Step 4: x = 80 ÷ 0.4452179.69 m.
Conclusion: horizontal distance ≈ 179.69 m.

Q4.1, Tree from 60 m, elevation 42°

h = 60 × tan 42° ≈ 60 × 0.9004 ≈ 54.05 m.

Q4.2, Cliff 120 m, depression 31°

Elevation at boat = 31°. d = 120 ÷ tan 31° ≈ 120 ÷ 0.6009 ≈ 199.71 m.

Q4.3, Lighthouse 65 m, depression 18°, line of sight

Line of sight is the hypotenuse: sin 18° = 65 ÷ H ⇒ H = 65 ÷ sin 18° ≈ 65 ÷ 0.3090 ≈ 210.34 m.

Q4.4, Tan⁻¹(35/50)

tan⁻¹(0.7) ≈ 34.99° = 34°59'.

Q4.5, Flagpole on building, observer 80 m away

Total height = 25 + 15 = 40 m. tan θ = 40 ÷ 80 = 0.5; θ = tan⁻¹(0.5) ≈ 26.565° = 26°34'.

Q4.6, Tower 90 m, car 140 m from base

tan θ = 90 ÷ 140 ≈ 0.6429; θ = tan⁻¹(0.6429) ≈ 32.74° = 32°44'.

Q4.7, Tower + flag (5 m), observer 100 m

Tower height = 100 × tan 48° ≈ 100 × 1.1106 ≈ 111.06 m.

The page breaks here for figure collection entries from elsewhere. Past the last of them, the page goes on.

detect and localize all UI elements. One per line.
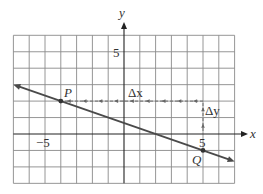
arrowhead-left-icon: [193, 99, 197, 103]
plot-canvas: y x 5 −5 5 P Q Δx Δy: [0, 0, 263, 194]
arrowhead-left-icon: [162, 99, 166, 103]
arrowhead-left-icon: [177, 99, 181, 103]
x-axis-arrow-icon: [241, 131, 248, 137]
x-tick-label-neg5: −5: [36, 135, 50, 150]
x-tick-label-5: 5: [199, 135, 206, 150]
delta-y-label: Δy: [205, 103, 220, 118]
point-p-dot: [58, 99, 63, 104]
arrowhead-left-icon: [83, 99, 87, 103]
y-axis-label: y: [117, 5, 125, 20]
arrowhead-left-icon: [98, 99, 102, 103]
y-axis-arrow-icon: [121, 22, 127, 29]
line-arrow-right-icon: [227, 156, 235, 162]
y-tick-label-5: 5: [113, 45, 120, 60]
arrowhead-up-icon: [201, 124, 205, 128]
arrowhead-left-icon: [146, 99, 150, 103]
point-q-label: Q: [192, 152, 202, 167]
delta-x-label: Δx: [128, 85, 143, 100]
point-p-label: P: [63, 85, 72, 100]
x-axis-label: x: [249, 126, 256, 141]
arrowhead-left-icon: [114, 99, 118, 103]
coordinate-plane-figure: y x 5 −5 5 P Q Δx Δy: [0, 0, 263, 194]
line-arrow-left-icon: [13, 84, 21, 90]
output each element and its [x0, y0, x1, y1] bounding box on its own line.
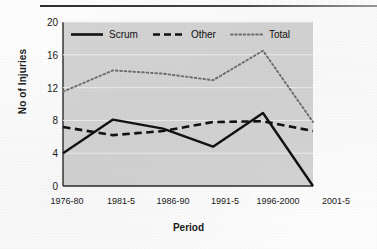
series-line-total	[63, 51, 313, 122]
injury-line-chart-figure: No of Injuries Period 20 16 12 8 4 0 197…	[0, 0, 377, 249]
top-divider-rule	[40, 5, 377, 7]
data-series-layer	[0, 0, 377, 249]
series-line-scrum	[63, 113, 313, 186]
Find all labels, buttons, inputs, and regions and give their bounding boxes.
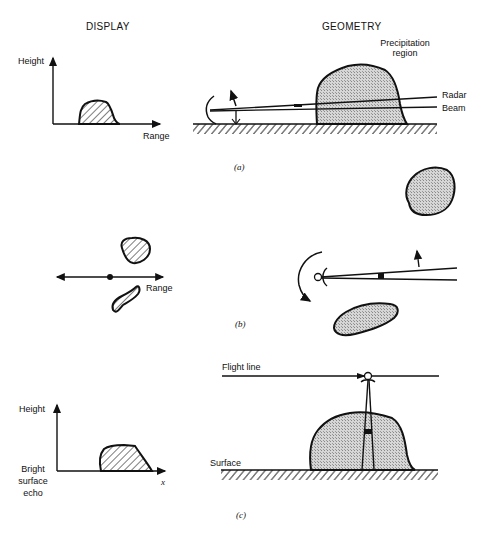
b-range-label: Range: [146, 283, 173, 293]
flight-line-label: Flight line: [222, 362, 261, 372]
ground-hatch: [193, 124, 437, 134]
surface-label: Surface: [210, 458, 241, 468]
radar-geometry-diagram: [0, 0, 477, 533]
range-gate-marker: [378, 273, 384, 279]
ground-hatch: [221, 470, 438, 480]
radar-label: Radar: [442, 90, 467, 100]
caption-b: (b): [235, 319, 246, 329]
panel-b-geometry: [298, 168, 457, 336]
radar-beam-lower: [321, 278, 457, 280]
radar-origin-dot: [107, 274, 113, 280]
geometry-column-header: GEOMETRY: [322, 22, 381, 32]
panel-c-geometry: [221, 373, 439, 481]
bright-surface-echo-label: Bright surface echo: [13, 463, 53, 499]
a-range-label: Range: [143, 131, 170, 141]
precipitation-region-shape: [316, 64, 407, 124]
caption-c: (c): [236, 510, 246, 520]
beam-motion-arrow-icon: [417, 251, 419, 267]
echo-display-shape: [79, 101, 120, 124]
radar-antenna-icon: [315, 274, 322, 281]
range-gate-marker: [364, 429, 372, 434]
panel-b-display-plot: [57, 238, 163, 312]
range-gate-marker: [294, 104, 302, 107]
scan-direction-arrow-icon: [231, 91, 236, 106]
panel-a-display-plot: [53, 58, 160, 124]
caption-a: (a): [234, 162, 245, 172]
c-height-label: Height: [19, 404, 45, 414]
panel-a-geometry: [193, 64, 437, 134]
c-x-axis-label: x: [161, 477, 165, 487]
precipitation-region-upper: [406, 168, 454, 215]
aircraft-radar-icon: [365, 373, 372, 380]
precipitation-region-label: Precipitation region: [370, 38, 440, 58]
echo-shape-upper: [121, 238, 150, 263]
a-height-label: Height: [18, 56, 44, 66]
beam-label: Beam: [442, 103, 466, 113]
radar-beam-upper: [321, 268, 457, 277]
echo-shape-lower: [113, 286, 140, 311]
precipitation-region-lower: [334, 303, 398, 335]
echo-display-shape: [100, 445, 152, 471]
panel-c-display-plot: [57, 405, 165, 471]
display-column-header: DISPLAY: [86, 22, 130, 32]
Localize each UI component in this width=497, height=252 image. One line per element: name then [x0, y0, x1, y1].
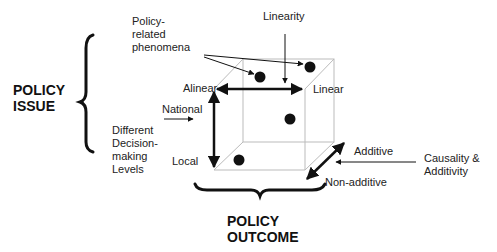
- policy-outcome-brace: [195, 184, 325, 196]
- additivity-axis-arrow: [307, 143, 344, 179]
- point: [255, 72, 266, 83]
- linear-label: Linear: [313, 83, 344, 96]
- local-label: Local: [172, 155, 198, 168]
- cube-wireframe: [214, 59, 334, 170]
- point: [234, 155, 245, 166]
- policy-issue-label: POLICY ISSUE: [13, 82, 65, 114]
- point: [285, 114, 296, 125]
- point: [305, 62, 316, 73]
- alinear-label: Alinear: [183, 82, 217, 95]
- policy-outcome-label: POLICY OUTCOME: [227, 213, 299, 245]
- national-label: National: [162, 103, 202, 116]
- linearity-label: Linearity: [263, 10, 305, 23]
- non-additive-label: Non-additive: [325, 176, 387, 189]
- additive-label: Additive: [354, 145, 393, 158]
- phenomena-points: [234, 62, 316, 166]
- policy-related-phenomena-label: Policy- related phenomena: [132, 15, 190, 54]
- causality-additivity-label: Causality & Additivity: [424, 152, 480, 178]
- decision-levels-label: Different Decision- making Levels: [112, 124, 158, 176]
- phenomena-pointer-2: [204, 57, 254, 74]
- policy-issue-brace: [80, 35, 93, 152]
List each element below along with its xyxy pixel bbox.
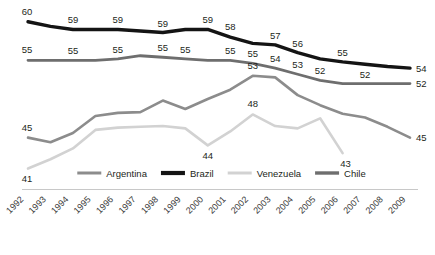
line-chart: 4553456059595959585756555441444843555555… bbox=[0, 0, 435, 255]
data-label: 55 bbox=[337, 47, 348, 58]
data-label: 59 bbox=[68, 14, 79, 25]
legend-label-chile: Chile bbox=[344, 168, 366, 179]
data-label: 45 bbox=[416, 132, 427, 143]
data-label: 52 bbox=[360, 69, 371, 80]
data-label: 45 bbox=[22, 122, 33, 133]
data-label: 56 bbox=[292, 38, 303, 49]
data-label: 52 bbox=[416, 78, 427, 89]
chart-canvas: 4553456059595959585756555441444843555555… bbox=[0, 0, 435, 255]
data-label: 55 bbox=[113, 44, 124, 55]
data-label: 53 bbox=[292, 59, 303, 70]
data-label: 55 bbox=[68, 45, 79, 56]
legend-label-brazil: Brazil bbox=[190, 168, 214, 179]
data-label: 57 bbox=[270, 30, 281, 41]
data-label: 60 bbox=[22, 6, 33, 17]
data-label: 55 bbox=[180, 44, 191, 55]
chart-background bbox=[0, 0, 435, 255]
legend-label-venezuela: Venezuela bbox=[257, 168, 302, 179]
data-label: 55 bbox=[158, 42, 169, 53]
data-label: 52 bbox=[315, 65, 326, 76]
data-label: 58 bbox=[225, 21, 236, 32]
data-label: 59 bbox=[202, 14, 213, 25]
data-label: 59 bbox=[113, 14, 124, 25]
data-label: 55 bbox=[225, 45, 236, 56]
data-label: 54 bbox=[270, 53, 281, 64]
data-label: 54 bbox=[416, 63, 427, 74]
data-label: 44 bbox=[202, 150, 213, 161]
data-label: 55 bbox=[22, 44, 33, 55]
data-label: 41 bbox=[22, 173, 33, 184]
data-label: 59 bbox=[158, 18, 169, 29]
legend-label-argentina: Argentina bbox=[106, 168, 147, 179]
data-label: 53 bbox=[247, 60, 258, 71]
data-label: 55 bbox=[247, 48, 258, 59]
data-label: 48 bbox=[247, 98, 258, 109]
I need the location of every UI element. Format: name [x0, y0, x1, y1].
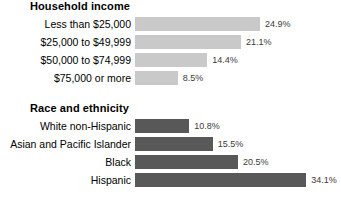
bar-value-label: 20.5% — [243, 156, 269, 168]
bar-value-label: 10.8% — [194, 120, 220, 132]
bar-row: Hispanic34.1% — [0, 172, 341, 190]
bar-category-label: White non-Hispanic — [0, 119, 131, 133]
bar-category-label: Less than $25,000 — [0, 17, 131, 31]
bar-value-label: 15.5% — [218, 138, 244, 150]
bar-category-label: $50,000 to $74,999 — [0, 53, 131, 67]
bar-track: 10.8% — [135, 119, 341, 133]
bar-track: 14.4% — [135, 53, 341, 67]
bar — [135, 35, 241, 49]
bar-rows-household-income: Less than $25,00024.9%$25,000 to $49,999… — [0, 16, 341, 88]
bar-category-label: Black — [0, 155, 131, 169]
bar-value-label: 34.1% — [311, 174, 337, 186]
bar-track: 21.1% — [135, 35, 341, 49]
bar-chart-figure: Household income Less than $25,00024.9%$… — [0, 0, 341, 197]
bar-row: Black20.5% — [0, 154, 341, 172]
bar-track: 24.9% — [135, 17, 341, 31]
bar-track: 8.5% — [135, 71, 341, 85]
bar-track: 20.5% — [135, 155, 341, 169]
bar-row: $50,000 to $74,99914.4% — [0, 52, 341, 70]
bar — [135, 71, 178, 85]
bar — [135, 53, 207, 67]
bar-track: 15.5% — [135, 137, 341, 151]
bar — [135, 119, 189, 133]
bar-category-label: $75,000 or more — [0, 71, 131, 85]
bar — [135, 155, 238, 169]
bar-value-label: 21.1% — [246, 36, 272, 48]
bar-track: 34.1% — [135, 173, 341, 187]
bar — [135, 137, 213, 151]
bar-category-label: Asian and Pacific Islander — [0, 137, 131, 151]
bar-category-label: Hispanic — [0, 173, 131, 187]
panel-title-household-income: Household income — [30, 0, 130, 12]
bar-row: $75,000 or more8.5% — [0, 70, 341, 88]
panel-title-race-ethnicity: Race and ethnicity — [30, 102, 129, 114]
bar — [135, 173, 306, 187]
bar-row: Less than $25,00024.9% — [0, 16, 341, 34]
bar — [135, 17, 260, 31]
bar-value-label: 24.9% — [265, 18, 291, 30]
bar-row: Asian and Pacific Islander15.5% — [0, 136, 341, 154]
bar-row: $25,000 to $49,99921.1% — [0, 34, 341, 52]
bar-value-label: 14.4% — [212, 54, 238, 66]
bar-rows-race-ethnicity: White non-Hispanic10.8%Asian and Pacific… — [0, 118, 341, 190]
bar-row: White non-Hispanic10.8% — [0, 118, 341, 136]
bar-category-label: $25,000 to $49,999 — [0, 35, 131, 49]
bar-value-label: 8.5% — [183, 72, 204, 84]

With flag: total = 116.06 m. New angle = tan⁻¹(116.06/100) = tan⁻¹(1.1606) ≈ 49.26° = 49°16'.

Q4.8, Wall from 30 m, elevation 56°

h = 30 × tan 56° ≈ 30 × 1.4826 ≈ 44.47 m.

Q4.9, Building 50 m, depression 32°

Elevation at car = 32°. d = 50 ÷ tan 32° ≈ 50 ÷ 0.6249 ≈ 80.02 m.

Q4.10, Cliff 34 m, boat 220 m horizontal

tan θ = 34 ÷ 220 ≈ 0.1545; θ = tan⁻¹(0.1545) ≈ 8.78° = 8°47'.

Q4.11, Two-observation (45° from P, 30° from Q, gap 20 m)

From P: h = d × tan 45° = d. From Q: h = (d + 20) × tan 30°. Set equal: d = (d + 20) × tan 30° ⇒ d − d × tan 30° = 20 tan 30° ⇒ d(1 − tan 30°) = 20 tan 30° ⇒ d = (20 × tan 30°) ÷ (1 − tan 30°) ≈ (20 × 0.5774) ÷ (1 − 0.5774) ≈ 11.547 ÷ 0.4226 ≈ 27.32 m. So h ≈ 27.32 m.

Q4.12, Cliff with observers on both sides

From A: h = 80 × tan 55° ≈ 80 × 1.4281 ≈ 114.25 m. From B: d_B = h ÷ tan 40° ≈ 114.25 ÷ 0.8391 ≈ 136.16 m. Total distance between observers = 80 + 136.16 = 216.16 m.